In the midst of untold human, property and ecological devastation in the week-long Southern California inferno, energy infrastructure and utility crews were stretched to the maximum last week. For the energy sector in the statem the brunt of the high winds and irrepressible flames was absorbed by the electricity infrastructure. Natural gas operations were virtually unscathed.

In both sectors the full extent of the impact at the ground level — customer-by-customer — will only begin this week when the bulk of the wildfires are allexpected to be under control. Last Friday optimism grew, but utility executives and state officials stressed a lot of assessment and restoration work lies ahead.

The corner was turned last Thursday as utilities and firefighters began to get the upper hand on an unprecedented series of wildfires that have left untold devastation on people and property from the Mexican border to Ventura County — up to 17 separate major fires spread across seven counties — nearly a million people displaced at least overnight, hundreds of thousands whose energy supplies were affected, more than $1 billion in losses, and the full assessment is just beginning. At least six people were killed.

With evacuation centers, including the San Diego Chargers football team’s Qualcom Stadium, closing last Friday, the transmission system in San Diego County was brought back on line with all four power-import arteries operating as of 4 p.m. Thursday when the state grid operator lifted its emergency alert that has been in effect since last Tuesday.

While electric utilities scrambled daily to keep up with the wind-whipped wildfires’ continuing fury, the natural gas distribution and transmission operations of Sempra Energy’s two utilities in Southern California remained mostly unaffected, according to spokespersons for the two utilities, Southern California Gas Co. (SoCalGas) and San Diego Gas Co. (SDG&E).

Sempra Energy, whose San Diego Gas and Electric Co. has seen more than 500,000 of its customers evacuated for some length of time, including many of its 13,500 employees in the state, announced late Thursday it established a $5 million relief fund to begin the flow of aid to those who suffered from the fires that scorched 700 square miles, destroying more than 1,800 homes. Sempra’s shareholders put up the money.

Funds will go to aiding people in the service territories of its two utilities, SDG&E and Southern California Gas Co., which encompass the seven counties torched by the fires, many of which still burned Thursday night. The fund will be expanded with contributions from the utilities’ suppliers, business partners and employees, Sempra said.

“For the more than 23 million Californians we serve and our 13,500 employees in the state, this week’s wildfires have been devastating,” said Sempra CEO Donald Felsinger. “We are committed to helping our customers, and the communities they live in, recover fully from this terrible natural disaster.”

On the utility operations front, SDG&E said that the Southwest Powerlink north-south transmission line stayed intact Thursday, and it is “optimistic that this line will remain in service with no further threat from fire.”

SDG&E completed what it called “the critical step” by reenergizing its three other 230-kV transmission lines connecting the utility to California’s grid. “This completes the restoration of the two transmission corridors taken out of service by the fires,” SDG&E said, and will allow the utility to begin work on the distribution system to restore service to communities affected by the fires.

Collectively, the Sempra utilities represent the largest natural gas distribution system in the nation, including one of the largest in-state transmission pipeline and underground storage operations, providing more than 130 Bcf of storage capacity.

“There’s been no significant impact on the natural gas delivery system,” according to a Los Angeles-based Sempra spokesperson, speaking for SoCalGas. “We’re asking customers not to turn off their gas unless they smell gas, and we are assessing the damaged areas as police and fire authorities let our field workers back in. We’ll be going into areas where homes have been destroyed or damaged and will turn off the gas in those areas.

“The assessments and shutoffs will continue into next week [Oct. 29-Nov. 2] most likely, particularly up in the mountains in the Lake Arrowhead area. As the fire department allows, we’ll be going into those areas that have been burned and abandoning service.”

Otherwise, the natural gas system overall operated reliably and safely, the utility said. The SoCalGas system includes two major underground storage facilities at depleted oil and gas production fields in the north end of Los Angeles County where up to three major wildfires have threatened major residential areas and disrupted transportation corridors. The Aliso Canyon and Honor Rancho storage fields account for more than 100 Bcf of the utility’s capacity.

Late last Thursday night, SDG&E said that 15,000 customers were still without power, but that was half the number of outages earlier in the week. Some 1,640 customers were without natural gas service.

To the north, the situation had calmed in Orange, San Bernardino, Los Angeles and Ventura counties enough for Edison to discontinue its twice-a-day operations reports. Early Thursday morning, SCE’s outages were under 1,000, and those affected at some time over the past five days numbered just shy of 600,000 customers.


For each line below that holds the string "Selected", add one to a tally; report that tally alone.

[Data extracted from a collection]

<<<<

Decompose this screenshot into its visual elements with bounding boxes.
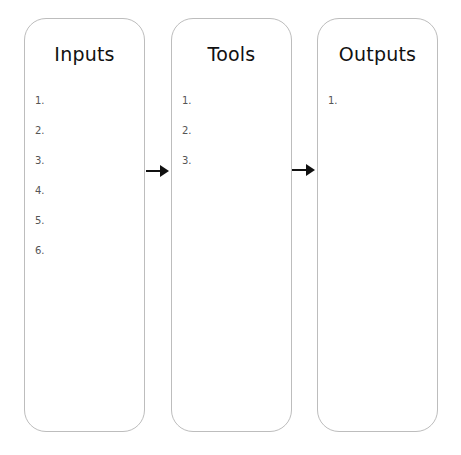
- list-item: 5.: [35, 213, 45, 243]
- list-item: 4.: [35, 183, 45, 213]
- inputs-card: Inputs 1. 2. 3. 4. 5. 6.: [24, 18, 145, 432]
- tools-list: 1. 2. 3.: [182, 93, 192, 183]
- arrow-right-icon: [146, 170, 167, 172]
- tools-card: Tools 1. 2. 3.: [171, 18, 292, 432]
- arrow-right-icon: [292, 169, 313, 171]
- list-item: 1.: [182, 93, 192, 123]
- outputs-title: Outputs: [318, 43, 437, 65]
- outputs-card: Outputs 1.: [317, 18, 438, 432]
- list-item: 6.: [35, 243, 45, 273]
- tools-title: Tools: [172, 43, 291, 65]
- list-item: 2.: [35, 123, 45, 153]
- outputs-list: 1.: [328, 93, 338, 123]
- list-item: 1.: [328, 93, 338, 123]
- inputs-list: 1. 2. 3. 4. 5. 6.: [35, 93, 45, 273]
- list-item: 3.: [182, 153, 192, 183]
- list-item: 3.: [35, 153, 45, 183]
- list-item: 2.: [182, 123, 192, 153]
- inputs-title: Inputs: [25, 43, 144, 65]
- list-item: 1.: [35, 93, 45, 123]
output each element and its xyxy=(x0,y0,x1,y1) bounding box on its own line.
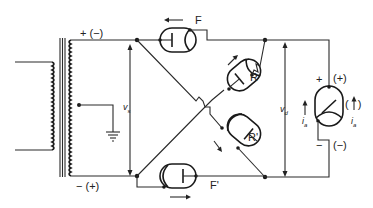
transformer-core xyxy=(60,38,65,177)
diode-label-r: R xyxy=(250,72,258,83)
diode-r-prime xyxy=(222,109,265,151)
load-top-polarity-alt: (+) xyxy=(333,73,347,84)
diode-label-r-prime: R' xyxy=(248,132,258,143)
diode-f-prime xyxy=(137,164,265,200)
wire-diagonal-down xyxy=(137,40,222,128)
bottom-polarity-label: − (+) xyxy=(76,181,99,192)
load-bottom-polarity: − xyxy=(316,140,322,151)
ground-connection xyxy=(77,103,120,141)
primary-winding xyxy=(15,62,54,150)
schematic xyxy=(0,0,373,208)
load-bottom-polarity-alt: (−) xyxy=(333,140,347,151)
vd-label: vd xyxy=(280,105,288,116)
vs-label: vs xyxy=(123,103,131,114)
arrow-r-prime xyxy=(214,141,220,149)
load-diode xyxy=(265,40,343,177)
diode-label-f-prime: F' xyxy=(210,180,219,191)
ia-alt-label: ia xyxy=(351,117,356,128)
ia-label: ia xyxy=(302,117,307,128)
diode-label-f: F xyxy=(195,15,202,26)
wire-diagonal-up xyxy=(137,90,224,176)
ia-arrow xyxy=(303,100,308,115)
ia-alt-paren-left: ( ) xyxy=(345,99,362,110)
bridge-rectifier-diagram: + (−) − (+) vs F R R' F' vd + (+) − (−) … xyxy=(0,0,373,208)
load-top-polarity: + xyxy=(316,74,322,85)
top-polarity-label: + (−) xyxy=(80,28,103,39)
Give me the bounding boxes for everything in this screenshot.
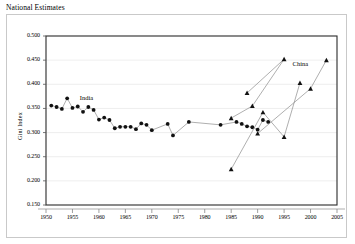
data-point-marker xyxy=(229,116,234,120)
data-point-marker xyxy=(65,96,69,100)
data-point-marker xyxy=(245,124,249,128)
series-india xyxy=(49,96,270,137)
data-point-marker xyxy=(118,125,122,129)
x-tick-label: 2000 xyxy=(298,214,324,220)
y-tick-label: 0.300 xyxy=(14,129,40,135)
y-tick-label: 0.150 xyxy=(14,201,40,207)
data-point-marker xyxy=(282,57,287,61)
data-point-marker xyxy=(86,105,90,109)
data-point-marker xyxy=(250,104,255,108)
y-tick-label: 0.400 xyxy=(14,80,40,86)
data-point-marker xyxy=(261,110,266,114)
data-point-marker xyxy=(145,123,149,127)
x-tick-label: 1955 xyxy=(59,214,85,220)
data-point-marker xyxy=(123,125,127,129)
series-label-china: China xyxy=(293,60,309,67)
x-tick-label: 1950 xyxy=(33,214,59,220)
data-point-marker xyxy=(81,110,85,114)
chart-page: National Estimates Gini Index 0.1500.200… xyxy=(0,0,355,244)
data-point-marker xyxy=(229,167,234,171)
y-tick-label: 0.350 xyxy=(14,104,40,110)
data-point-marker xyxy=(139,121,143,125)
x-tick-label: 1975 xyxy=(165,214,191,220)
data-point-marker xyxy=(187,120,191,124)
data-point-marker xyxy=(219,123,223,127)
data-point-marker xyxy=(256,128,260,132)
data-point-marker xyxy=(113,126,117,130)
data-point-marker xyxy=(102,116,106,120)
x-tick-label: 1980 xyxy=(192,214,218,220)
y-tick-label: 0.250 xyxy=(14,153,40,159)
data-point-marker xyxy=(129,125,133,129)
y-tick-label: 0.450 xyxy=(14,56,40,62)
series-line xyxy=(51,98,268,135)
y-axis-title: Gini Index xyxy=(17,112,23,140)
series-line xyxy=(247,59,284,93)
data-point-marker xyxy=(97,118,101,122)
data-point-marker xyxy=(55,105,59,109)
data-point-marker xyxy=(240,122,244,126)
data-point-marker xyxy=(71,106,75,110)
series-china xyxy=(229,57,329,172)
x-tick-label: 1965 xyxy=(112,214,138,220)
y-tick-label: 0.200 xyxy=(14,177,40,183)
data-point-marker xyxy=(92,108,96,112)
x-tick-label: 1985 xyxy=(218,214,244,220)
data-point-marker xyxy=(298,80,303,84)
data-point-marker xyxy=(150,128,154,132)
x-tick-label: 1990 xyxy=(245,214,271,220)
x-tick-label: 1995 xyxy=(271,214,297,220)
data-point-marker xyxy=(60,107,64,111)
data-point-marker xyxy=(308,86,313,90)
data-point-marker xyxy=(134,127,138,131)
x-tick-label: 1960 xyxy=(86,214,112,220)
series-line xyxy=(231,83,300,169)
plot-area xyxy=(0,0,355,244)
data-point-marker xyxy=(235,120,239,124)
chart-canvas xyxy=(0,0,355,244)
x-tick-label: 1970 xyxy=(139,214,165,220)
data-point-marker xyxy=(108,118,112,122)
series-label-india: India xyxy=(80,94,93,101)
data-point-marker xyxy=(171,134,175,138)
x-tick-label: 2005 xyxy=(324,214,350,220)
data-point-marker xyxy=(49,104,53,108)
y-tick-label: 0.500 xyxy=(14,32,40,38)
data-point-marker xyxy=(166,122,170,126)
series-line xyxy=(231,59,284,118)
data-point-marker xyxy=(76,105,80,109)
data-point-marker xyxy=(261,118,265,122)
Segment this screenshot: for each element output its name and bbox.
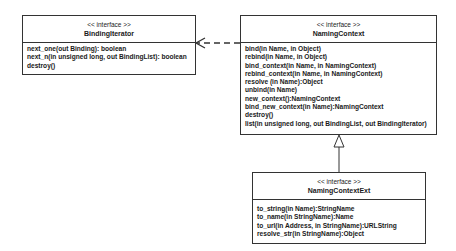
- operation: destroy(): [27, 62, 191, 70]
- operation: new_context():NamingContext: [245, 95, 432, 103]
- operations-list: to_string(in Name):StringName to_name(in…: [253, 200, 425, 240]
- operation: destroy(): [245, 111, 432, 119]
- class-header: << interface >> NamingContext: [241, 16, 436, 43]
- operations-list: next_one(out Binding): boolean next_n(in…: [23, 43, 195, 72]
- operation: to_url(in Address, in StringName):URLStr…: [257, 222, 421, 230]
- operation: resolve_str(in StringName):Object: [257, 230, 421, 238]
- operation: resolve (in Name):Object: [245, 78, 432, 86]
- operation: to_name(in StringName):Name: [257, 213, 421, 221]
- stereotype-label: << interface >>: [253, 178, 425, 186]
- operation: rebind_context(in Name, in NamingContext…: [245, 70, 432, 78]
- class-binding-iterator[interactable]: << interface >> BindingIterator next_one…: [22, 15, 196, 75]
- dependency-arrow: [196, 38, 240, 48]
- class-header: << interface >> NamingContextExt: [253, 173, 425, 200]
- operation: to_string(in Name):StringName: [257, 205, 421, 213]
- operation: next_one(out Binding): boolean: [27, 45, 191, 53]
- operation: bind_context(in Name, in NamingContext): [245, 62, 432, 70]
- class-name: NamingContextExt: [253, 186, 425, 195]
- stereotype-label: << interface >>: [23, 21, 195, 29]
- class-naming-context-ext[interactable]: << interface >> NamingContextExt to_stri…: [252, 172, 426, 244]
- operation: next_n(in unsigned long, out BindingList…: [27, 53, 191, 61]
- operation: unbind(in Name): [245, 86, 432, 94]
- stereotype-label: << interface >>: [241, 21, 436, 29]
- class-header: << interface >> BindingIterator: [23, 16, 195, 43]
- operations-list: bind(in Name, in Object) rebind(in Name,…: [241, 43, 436, 130]
- class-name: BindingIterator: [23, 29, 195, 38]
- operation: bind(in Name, in Object): [245, 45, 432, 53]
- generalization-arrow: [334, 135, 344, 172]
- operation: list(in unsigned long, out BindingList, …: [245, 120, 432, 128]
- operation: bind_new_context(in Name):NamingContext: [245, 103, 432, 111]
- operation: rebind(in Name, in Object): [245, 53, 432, 61]
- class-naming-context[interactable]: << interface >> NamingContext bind(in Na…: [240, 15, 437, 135]
- class-name: NamingContext: [241, 29, 436, 38]
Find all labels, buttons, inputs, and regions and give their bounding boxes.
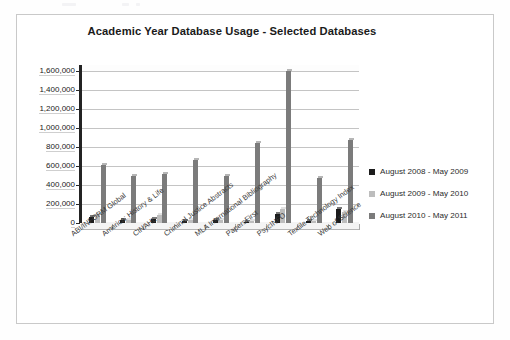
x-axis-tick [205,224,206,230]
y-axis-tick-label: 1,000,000 [39,123,75,133]
bar-face [95,214,100,223]
bar [218,220,223,223]
bar-face [286,71,291,223]
bar-face [89,217,94,223]
x-axis-tick [328,224,329,230]
bar [151,219,156,223]
bar-top-face [256,141,261,143]
bar-face [101,165,106,223]
x-axis-tick [266,224,267,230]
y-axis-tick-label: 1,600,000 [39,66,75,76]
bar [311,221,316,223]
bar-face [280,209,285,223]
bar-face [317,178,322,223]
bar-face [306,221,311,223]
plot-area [81,71,359,223]
bar-group [306,71,322,223]
y-axis-tick [76,90,80,91]
legend-item[interactable]: August 2009 - May 2010 [369,189,493,198]
scan-artifact [62,3,76,6]
bar [120,220,125,223]
bar [126,220,131,223]
plot-floor [81,222,359,230]
bar [280,209,285,223]
bar [286,71,291,223]
bar-face [224,176,229,223]
y-axis-tick [76,166,80,167]
bar [157,215,162,223]
bar-top-face [132,174,137,176]
bar-top-face [287,69,292,71]
bar [244,222,249,224]
bar [188,220,193,223]
bar-group [120,71,136,223]
bar-group [89,71,105,223]
y-axis-tick [76,147,80,148]
y-axis-tick [76,185,80,186]
bar-face [182,221,187,223]
legend-item[interactable]: August 2010 - May 2011 [369,211,493,220]
bar [101,165,106,223]
bar-face [131,176,136,223]
bar-face [120,220,125,223]
legend-swatch [369,213,375,219]
bar [182,221,187,223]
bar [342,212,347,223]
bar-face [348,140,353,223]
bar [336,209,341,223]
bar-group [244,71,260,223]
bar-face [336,209,341,223]
y-axis-tick-label: 600,000 [46,161,75,171]
bar [306,221,311,223]
y-axis-tick [76,223,80,224]
bar-top-face [194,158,199,160]
y-axis-tick-label: 800,000 [46,142,75,152]
bar [275,214,280,224]
y-axis-tick-label: 400,000 [46,180,75,190]
bar-group [275,71,291,223]
bar-face [151,219,156,223]
bar [213,220,218,223]
bar-face [126,220,131,223]
x-axis-tick [112,224,113,230]
bar [255,143,260,223]
bar [249,221,254,223]
legend-swatch [369,191,375,197]
legend-label: August 2009 - May 2010 [380,189,468,198]
bar [95,214,100,223]
bar-face [244,222,249,224]
bar [131,176,136,223]
y-axis-line [79,65,82,223]
bar-group [213,71,229,223]
bar-top-face [163,172,168,174]
chart-legend: August 2008 - May 2009August 2009 - May … [369,167,493,233]
bar [193,160,198,223]
bar-group [151,71,167,223]
bar-top-face [225,174,230,176]
legend-item[interactable]: August 2008 - May 2009 [369,167,493,176]
x-axis-tick [174,224,175,230]
bar-face [218,220,223,223]
y-axis-tick-label: 1,200,000 [39,104,75,114]
y-axis-tick-label: 0 [71,218,75,228]
y-axis-tick [76,128,80,129]
bar-face [193,160,198,223]
scan-artifact [122,3,129,6]
bar [317,178,322,223]
y-axis-tick-label: 200,000 [46,199,75,209]
screenshot-root: Academic Year Database Usage - Selected … [0,0,510,340]
legend-swatch [369,169,375,175]
y-axis-tick [76,204,80,205]
bar-face [162,174,167,223]
bar-top-face [349,138,354,140]
bar-face [275,214,280,224]
y-axis-tick-label: 1,400,000 [39,85,75,95]
chart-container: Academic Year Database Usage - Selected … [16,14,494,324]
legend-label: August 2008 - May 2009 [380,167,468,176]
bar-face [311,221,316,223]
bar-group [182,71,198,223]
bar-face [342,212,347,223]
x-axis-tick [235,224,236,230]
x-axis-tick [297,224,298,230]
bar [162,174,167,223]
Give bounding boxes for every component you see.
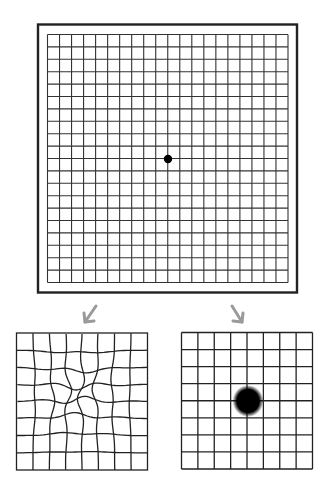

>>>>

#### [Response]
2